5 /10 1 Votes5
5/10 Composer(s) Ken HellerMark Snow First episode date 21 January 1979 Number of episodes 12 | 4.9/10 Genre Sitcom Country of origin United States Final episode date 6 April 1979 Number of seasons 1 | |||||||||||||||||||||||||||||||||
Written by Paul DiamondJeff FranklinAllen GoldsteinBernie KahnDavid LernerBrian LevantJerry MayerAndy RubenRoy Teicher Directed by Nick AbdoJohn BowabLowell GanzWill MackenzieDick MartinTony MordenteDennis SteinmetzGeorge Tyne Starring William WindomChris LemmonJon CutlerRandy Brooks Cast Similar Co‑Ed Fever, The Bad News Bears, Delta House, Hello - Larry, M*A*S*H |
Brothers and sisters nbc sitcom opening credits 1979
Brothers and Sisters is an American sitcom that aired on NBC from January to April 1979. The series attempted to capitalize on the success of the 1978 motion picture National Lampoon's Animal House. It was the second of three frat-house comedy series to air in early 1979 (the others were ABC's Delta House and CBS' Co-Ed Fever).
Contents
- Brothers and sisters nbc sitcom opening credits 1979
- Brothers and sisters the lost episode
- Synopsis
- References
Brothers and sisters the lost episode
Synopsis
Brothers and Sisters takes place on the campus of Crandall College, with William Windom starring as Dean Larry Crandall. Chris Lemmon (Milos "Checko" Sabolcik), Jon Cutler (Larry Zipper), and Randy Brooks (Ronald Holmes III) play three students who live in the basement of Pi Nu fraternity, nicknamed "Le Dump". Rather than attend class, the three cellar-dwellers create havoc with the more strait-laced members of the fraternity, and interact with the Gamma Iota sorority sisters that live nearby.
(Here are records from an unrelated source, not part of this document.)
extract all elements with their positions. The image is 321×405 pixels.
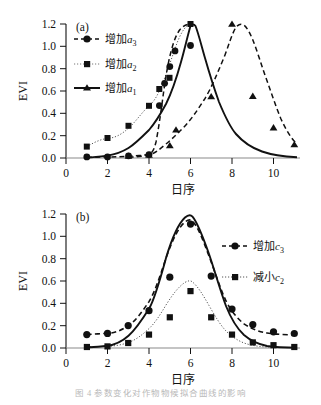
xtick-label-a-2: 4 bbox=[146, 167, 152, 179]
legend-label-c2: 减小c2 bbox=[253, 271, 284, 286]
legend-item-a3[interactable]: 增加a3 bbox=[74, 32, 137, 48]
series-markers-a1 bbox=[125, 21, 299, 159]
legend-item-c3[interactable]: 增加c3 bbox=[222, 239, 284, 255]
legend-label-c3: 增加c3 bbox=[253, 239, 284, 255]
ytick-label-a-2: 0.4 bbox=[42, 107, 57, 119]
ytick-label-b-2: 0.4 bbox=[42, 297, 57, 309]
xtick-label-b-4: 8 bbox=[229, 357, 235, 369]
axis-b bbox=[60, 214, 300, 354]
legend-item-c2[interactable]: 减小c2 bbox=[222, 271, 284, 286]
xtick-label-b-1: 2 bbox=[105, 357, 111, 369]
series-markers-c2 bbox=[84, 288, 298, 350]
xtick-label-b-5: 10 bbox=[268, 357, 280, 369]
xtick-label-b-3: 6 bbox=[188, 357, 194, 369]
panel-label-b: (b) bbox=[76, 211, 90, 224]
yaxis-title-b: EVI bbox=[16, 271, 30, 291]
ytick-label-a-5: 1.0 bbox=[42, 40, 57, 52]
xtick-label-a-4: 8 bbox=[229, 167, 235, 179]
figure-container: 1.2 1.0 0.8 0.6 0.4 0.2 0.0 0 2 4 6 8 10… bbox=[0, 0, 321, 405]
series-line-a3 bbox=[87, 24, 191, 157]
legend-marker-circle-icon bbox=[231, 242, 238, 249]
legend-marker-square-icon bbox=[232, 274, 238, 280]
xtick-label-a-5: 10 bbox=[268, 167, 280, 179]
xaxis-title-a: 日序 bbox=[171, 182, 195, 197]
legend-b: 增加c3 减小c2 bbox=[222, 239, 284, 286]
yaxis-title-a: EVI bbox=[16, 81, 30, 101]
series-markers-a3 bbox=[83, 42, 194, 160]
ytick-label-b-6: 1.2 bbox=[42, 208, 57, 220]
ytick-label-b-3: 0.6 bbox=[42, 275, 57, 287]
chart-panel-a: 1.2 1.0 0.8 0.6 0.4 0.2 0.0 0 2 4 6 8 10… bbox=[0, 0, 321, 198]
series-line-a1 bbox=[129, 24, 297, 157]
xtick-label-b-2: 4 bbox=[146, 357, 152, 369]
ytick-label-b-5: 1.0 bbox=[42, 230, 57, 242]
legend-label-a3: 增加a3 bbox=[105, 32, 137, 48]
legend-label-a1: 增加a1 bbox=[105, 81, 137, 97]
ytick-label-b-4: 0.8 bbox=[42, 253, 57, 265]
ytick-label-a-4: 0.8 bbox=[42, 63, 57, 75]
xaxis-title-b: 日序 bbox=[171, 372, 195, 386]
ytick-label-a-3: 0.6 bbox=[42, 85, 57, 97]
legend-item-a1[interactable]: 增加a1 bbox=[74, 81, 137, 97]
xtick-label-a-3: 6 bbox=[188, 167, 194, 179]
legend-marker-circle-icon bbox=[83, 35, 90, 42]
chart-panel-b: 1.2 1.0 0.8 0.6 0.4 0.2 0.0 0 2 4 6 8 10… bbox=[0, 196, 321, 386]
axis-a bbox=[60, 24, 300, 164]
ytick-label-b-0: 0.0 bbox=[42, 342, 57, 354]
legend-label-a2: 增加a2 bbox=[105, 57, 137, 73]
xtick-label-a-1: 2 bbox=[105, 167, 111, 179]
xtick-label-a-0: 0 bbox=[63, 167, 69, 179]
ytick-label-a-6: 1.2 bbox=[42, 18, 57, 30]
xtick-label-b-0: 0 bbox=[63, 357, 69, 369]
legend-item-a2[interactable]: 增加a2 bbox=[74, 57, 137, 73]
legend-marker-square-icon bbox=[84, 61, 90, 67]
ytick-label-a-0: 0.0 bbox=[42, 152, 57, 164]
panel-label-a: (a) bbox=[76, 21, 89, 34]
ytick-label-a-1: 0.2 bbox=[42, 130, 57, 142]
ytick-label-b-1: 0.2 bbox=[42, 320, 57, 332]
figure-caption: 图 4 参数变化对作物物候拟合曲线的影响 bbox=[0, 386, 321, 398]
legend-a: 增加a3 增加a2 增加a1 bbox=[74, 32, 137, 97]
On January 21, NBC debuted Brothers and Sisters as a follow-up to their telecast of Super Bowl XIII, three days after ABC aired the first episode of its Animal House-inspired series (which was, in fact, the official series in everything but name). Two weeks later (February 4), Co-Ed Fever made its debut on CBS after a broadcast of the motion picture Rocky, but all three "frat-house" series were off the air by the end of April (with Co-Ed Fever having only one episode broadcast) after all of them ran into trouble with the networks' Standards and Practices departments because of their content. Brothers and Sisters made its last appearance on April 6, 1979; Delta House followed suit on April 21, 1979.
Of the three (if CBS' series was picked), Brothers and Sisters was arguably the least successful of them (mainly because of the fact from having three similar shows, not to mention NBC's own woes at the time), with the show's lack of success apparent when series regular Mary Crosby turned up as a celebrity on NBC's Hollywood Squares for a week in March 1979; host Peter Marshall mentioned Brothers and Sisters as airing "on another network", only to be informed by Crosby that they were, in fact, on the same network.